Here's some of the discussion that the public should be having about Dr. Gunter von Hagen's Body Worlds coming soon to The Leonardo Arts and Science Center.

My main point: Amid all this controversial art and science, in 50 to 100 years, we might have cheapened life to such a degree that such a lack of reverence could make wars and destruction of human life less abhorrant and more clinical as in Nazi Germany, but with much greater consequence.

Again, Russia and China already have a long record of abuses in this arena. And they seem heavily intoxicated by this plastics fervor.

So, I'm a little reluctant to subsidized these callous secularist attitudes with my $20 educator's discount. And so should be a large part of Utah!

[Have we calculated a carbon footprint for plastinating all these thousands of bodies?]


Responding to my blog...Body Donation for Plastination said... Budding reporters wishing to learn the anatomy of media bias need look no further than Neda Ulaby’s series on public anatomical exhibitions or “cadaver shows,” as she insists on calling them. In her broadcasts and Reporter’s Notebook (NPR, All Things Considered, Aug 11-12) she plays fast and loose with principles of journalism [So I said: I'm not so sure it's "fast & loose." Advocacy journalism raises quick questions that deserve answers.], such as the discipline of verification and the identification of sources [Something the cadaver papers lack, too, and also need to shore up.].

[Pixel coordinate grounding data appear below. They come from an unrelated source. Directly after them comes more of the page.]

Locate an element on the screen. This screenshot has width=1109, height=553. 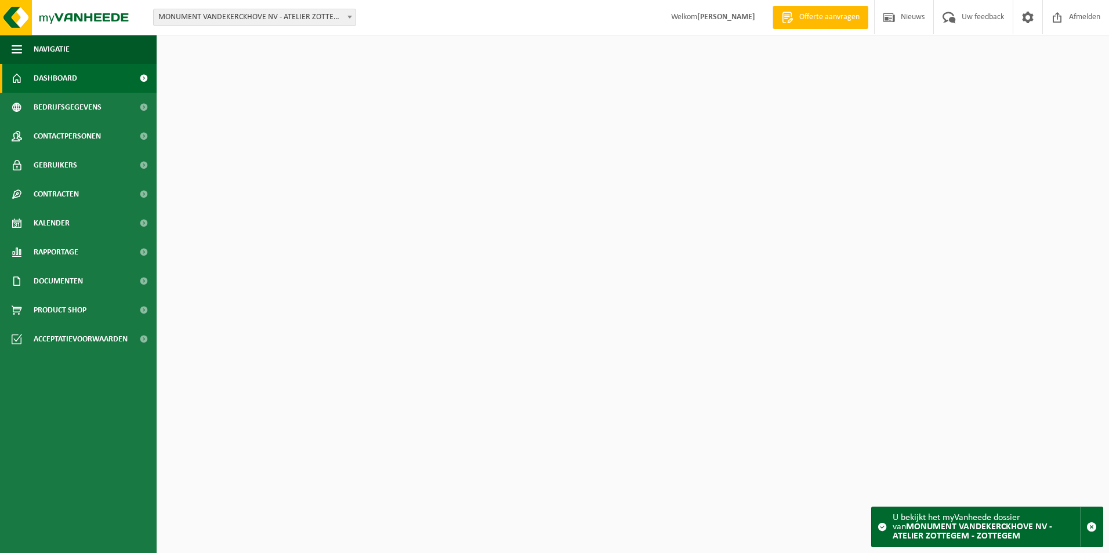
span: Kalender is located at coordinates (52, 223).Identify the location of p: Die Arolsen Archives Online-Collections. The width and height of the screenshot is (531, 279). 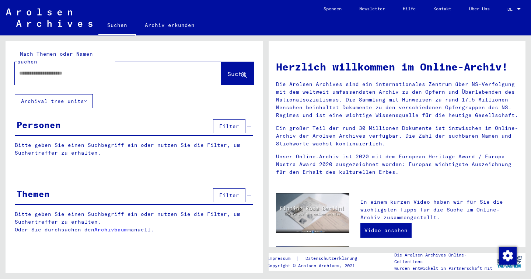
(444, 258).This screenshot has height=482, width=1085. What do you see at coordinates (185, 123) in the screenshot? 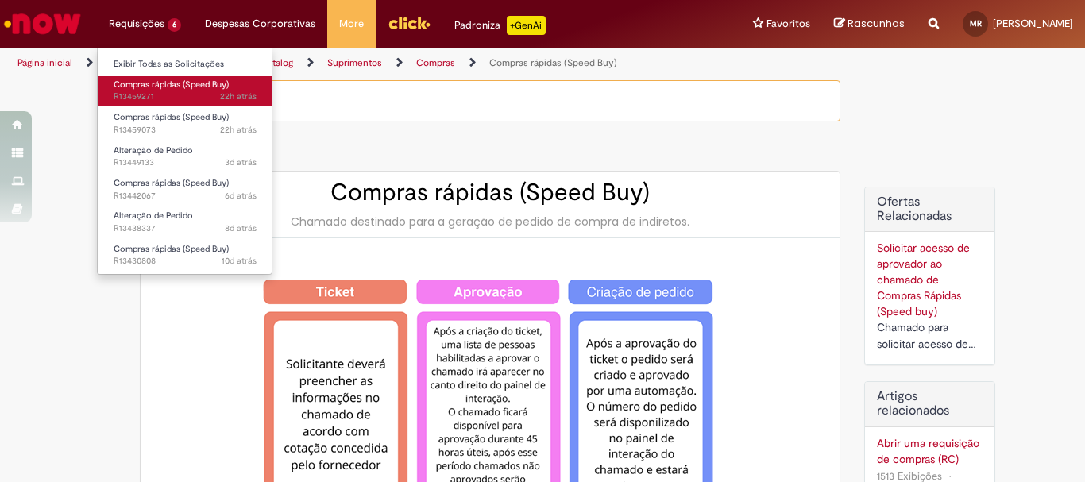
I see `a: Aberto R13459073 : Compras rápidas (Speed Buy)` at bounding box center [185, 123].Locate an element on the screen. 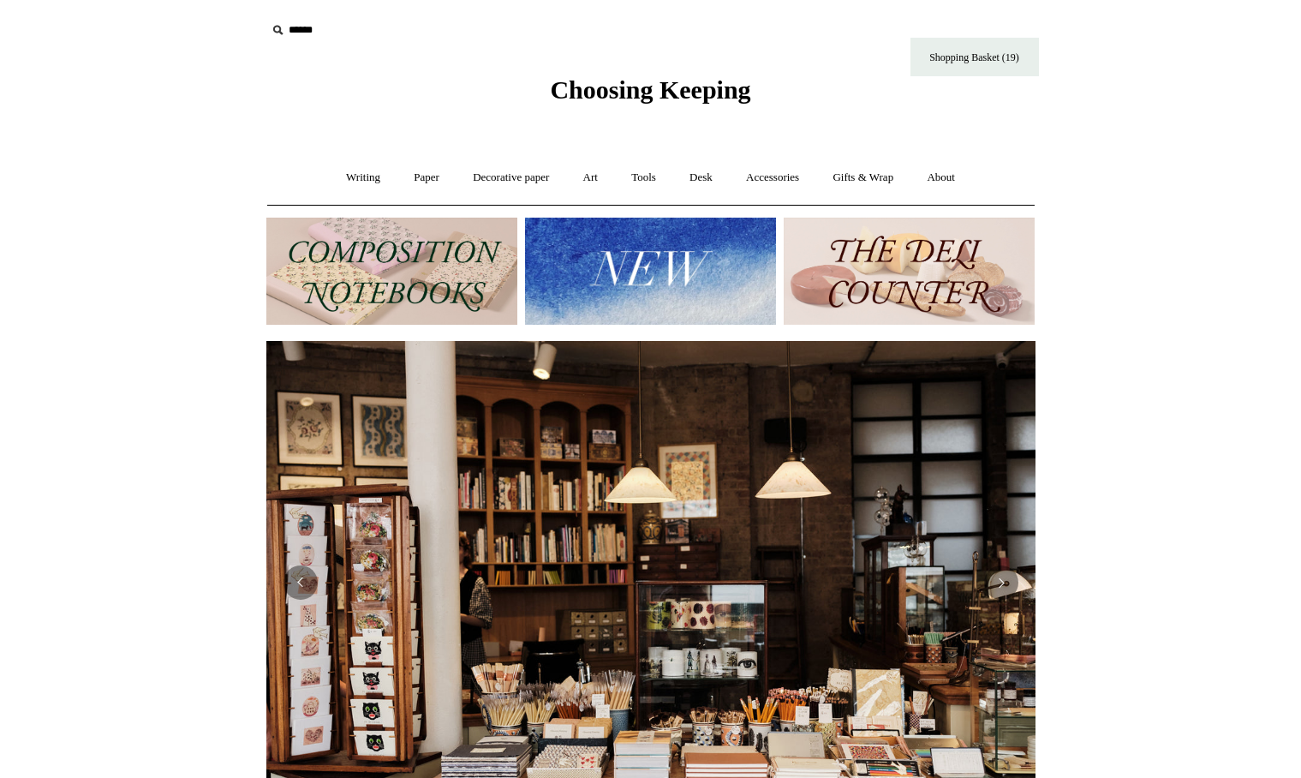  a: Desk is located at coordinates (701, 177).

In “Origins of Exhibited Cadavers Questioned,” where the lone voice questioning the origins of the specimens in Gunther von Hagens’ BODY WORLDS is Ulaby herself [Wait a minute, I'm here wondering about it too. And I know how quickly so-called experts can sign-on when it's something they really want.], she states that though the donor death certificates have been matched with donor forms by renowned ethicist, Dr. Hans Martin Sass, “there’s no clear paper trail from willing donors to exhibited bodies.” On the contrary, there is a very clear paper trail between deceased donors and plastinated specimens that falls within the bounds of medical confidentiality. [Understood, but she's saying those "bounds" have been muddied and made murky.]
The Institute for Plastination has made as much donor information as possible available to museum lawyers and bio-ethicists, without violating the code of medical confidentiality. We will reveal the same information willingly to any legitimate government authority with jurisdiction in Germany that also honors medical confidentiality. “[Dr. von Hagens] says each body he displays can be accounted for, but he is unwilling to make public a complete paper trail,” Ulaby reports. Her objection appears to be that the Institute for Plastination does not release confidential medical information to the media. [A well-founded distrust.]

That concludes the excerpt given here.